Dartmouth Events

Eccentricity and the Development of the Human Ventral Visual Stream

Kalanit Grill-Spector, Stanford University

2/3/2020
3:45 pm – 5:45 pm
Carpenter 013
Intended Audience(s): Public
Categories: Clubs & Organizations, Conferences, Lectures & Seminars

Title: Eccentricity and the Development of the Human Ventral Visual Stream

Why do clustered and distributed representations of visual categories in human ventral temporal cortex (VTC) have a consistent cortical topography across people?

Here, I will describe two recent studies from my lab that address this important question. Using fMRI in combination with population receptive field (pRF) modeling and eye tracking in children and adults, we discovered that viewing behavioral during childhood plays a key role in shaping representations to learned categories such as faces, words, and even invented categories such as Pokémon. Strikingly, we found that fixation patterns on these stimuli during childhood play a major role in shaping not only the properties of pRFs in VTC, but also where regions that process these stimuli develop in VTC. Together these findings suggest that inherent eccentricity representations in early childhood combined with consistent viewing behavior during childhood result in a shared functional topography in adulthood.

Kalanit Grill-Spector is a Professor in Psychology and the Stanford Neurosciences Institute. Her research examines how the brain processes visual information and perceives it. She uses functional imaging techniques to visualize the living brain in action and understand how it functions to recognize people, objects and places. Additionally, she investigates how the anatomical and functional properties of the brain change from infancy to childhood through adulthood, and how this development is related to improved visual recognition abilities.

She received her PhD from the Weizmann Institute of Science in Israel and was a postdoctoral fellow in Brain and Cognitive Sciences at MIT before joining Stanford University. She has received several awards and honors including the Human Sciences Frontier Fellowship, the Sloan Fellowship, and the Klingenstein Fellowship in Neuroscience. She has served as an Editor for the Journal of Vision and Neuropsychologia. Presently, she has an active and diverse laboratory at the Psychology Department at Stanford University, she is a leader on the Wu Tsai Big idea project on Neurodevelopment, a board member of the Center for Cognitive and Neurobiological Imaging at Stanford University, and is the director of the graduate studies in the Department of Psychology.

Free and open to the public.

Sponsored by the Cognitive Science Program

For more information, contact:
Carol Bean-Carmody

Events are free and open to the public unless otherwise noted.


**Exercise details:** Which lines below contain "canvas"? Copy every one of them.
━━━━━ Material shown ━━━━━
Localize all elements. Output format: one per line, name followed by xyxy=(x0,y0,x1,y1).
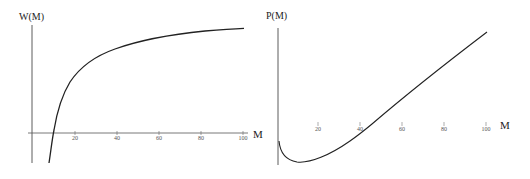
chart-canvas: 20 40 60 80 100 W(M) M 20 40 60 80 100 P… xyxy=(0,0,530,179)
w-tick-100: 100 xyxy=(239,135,248,141)
w-curve xyxy=(49,28,244,163)
p-chart: 20 40 60 80 100 P(M) M xyxy=(266,10,510,165)
w-tick-20: 20 xyxy=(72,135,78,141)
w-chart: 20 40 60 80 100 W(M) M xyxy=(19,11,263,163)
w-tick-80: 80 xyxy=(198,135,204,141)
p-tick-40: 40 xyxy=(357,126,363,132)
w-tick-40: 40 xyxy=(114,135,120,141)
w-tick-60: 60 xyxy=(156,135,162,141)
p-x-label: M xyxy=(500,119,510,131)
p-y-label: P(M) xyxy=(266,10,287,22)
p-tick-100: 100 xyxy=(482,126,491,132)
w-x-label: M xyxy=(253,128,263,140)
w-y-label: W(M) xyxy=(19,11,44,23)
p-tick-80: 80 xyxy=(441,126,447,132)
p-tick-20: 20 xyxy=(315,126,321,132)
p-curve xyxy=(279,32,487,162)
p-tick-60: 60 xyxy=(399,126,405,132)
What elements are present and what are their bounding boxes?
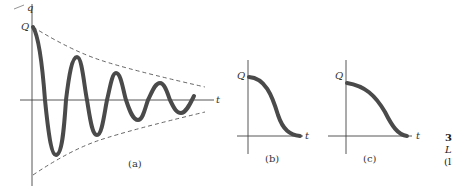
graph-a: q Q t (a)	[14, 2, 221, 186]
caption-b: (b)	[265, 153, 279, 164]
t-axis-label-a: t	[216, 94, 221, 105]
t-axis-label-c: t	[416, 130, 421, 141]
axis-tick-mark	[14, 5, 24, 9]
side-caption-line-3: (l	[444, 156, 451, 167]
caption-c: (c)	[363, 153, 377, 164]
damped-oscillation-curve	[33, 27, 194, 155]
q-axis-label: q	[27, 2, 33, 13]
over-damping-curve	[347, 83, 407, 136]
side-caption-line-1: 3	[445, 132, 452, 143]
caption-a: (a)	[128, 158, 142, 169]
t-axis-label-b: t	[305, 130, 310, 141]
lower-envelope	[33, 112, 205, 175]
q-max-label-a: Q	[21, 21, 29, 32]
graph-b: Q t (b)	[237, 60, 310, 164]
graph-c: Q t (c)	[328, 60, 421, 164]
side-caption: 3 L (l	[444, 132, 452, 167]
side-caption-line-2: L	[444, 144, 452, 155]
q-max-label-b: Q	[237, 70, 245, 81]
figure-canvas: q Q t (a) Q t (b) Q t (c) 3 L (l	[0, 0, 456, 193]
q-max-label-c: Q	[335, 70, 343, 81]
critical-damping-curve	[249, 77, 300, 136]
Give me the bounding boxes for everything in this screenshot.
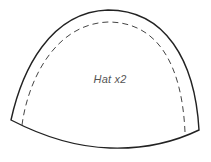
piece-label: Hat x2 (88, 73, 132, 85)
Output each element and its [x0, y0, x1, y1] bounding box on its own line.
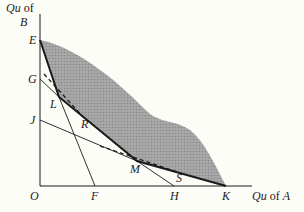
point-E-label: E — [28, 33, 37, 47]
point-O-label: O — [30, 189, 39, 203]
production-possibility-diagram: Qu of B E G J L R M S O F H K Qu of A — [0, 0, 304, 212]
y-axis-label-b: B — [20, 15, 28, 29]
point-M-label: M — [129, 162, 141, 176]
point-F-label: F — [90, 189, 99, 203]
y-axis-label: Qu of — [6, 1, 34, 15]
point-R-label: R — [80, 117, 89, 131]
point-L-label: L — [49, 97, 57, 111]
x-axis-label: Qu of A — [252, 189, 291, 203]
point-G-label: G — [28, 72, 37, 86]
point-H-label: H — [169, 189, 180, 203]
point-K-label: K — [221, 189, 231, 203]
point-S-label: S — [176, 171, 182, 185]
point-J-label: J — [30, 113, 36, 127]
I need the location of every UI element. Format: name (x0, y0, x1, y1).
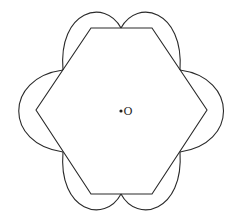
petal-right (180, 70, 224, 152)
center-label: O (124, 105, 133, 118)
center-point (119, 109, 122, 112)
petal-top-left (63, 12, 121, 70)
hexagon-petal-diagram: O (0, 0, 243, 221)
petal-bottom-right (121, 152, 180, 210)
petal-top-right (121, 12, 180, 70)
petal-left (19, 70, 63, 152)
petal-bottom-left (63, 152, 121, 210)
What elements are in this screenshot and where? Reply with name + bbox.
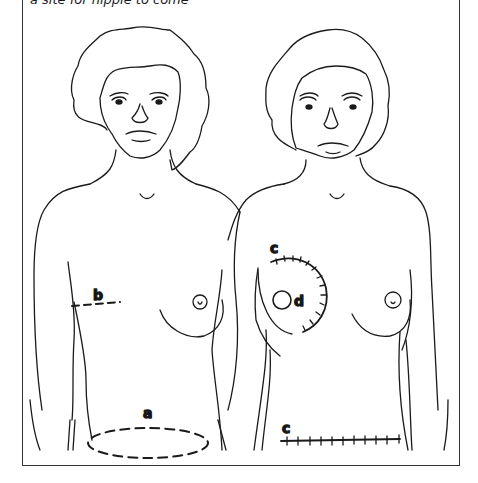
━━━━━
**Completed task:**
chart-canvas: 20 40 60 80 100 W(M) M 20 40 60 80 100 P… xyxy=(0,0,530,179)
figure-canvas: q Q t (a) Q t (b) Q t (c) 3 L (l	[0, 0, 456, 193]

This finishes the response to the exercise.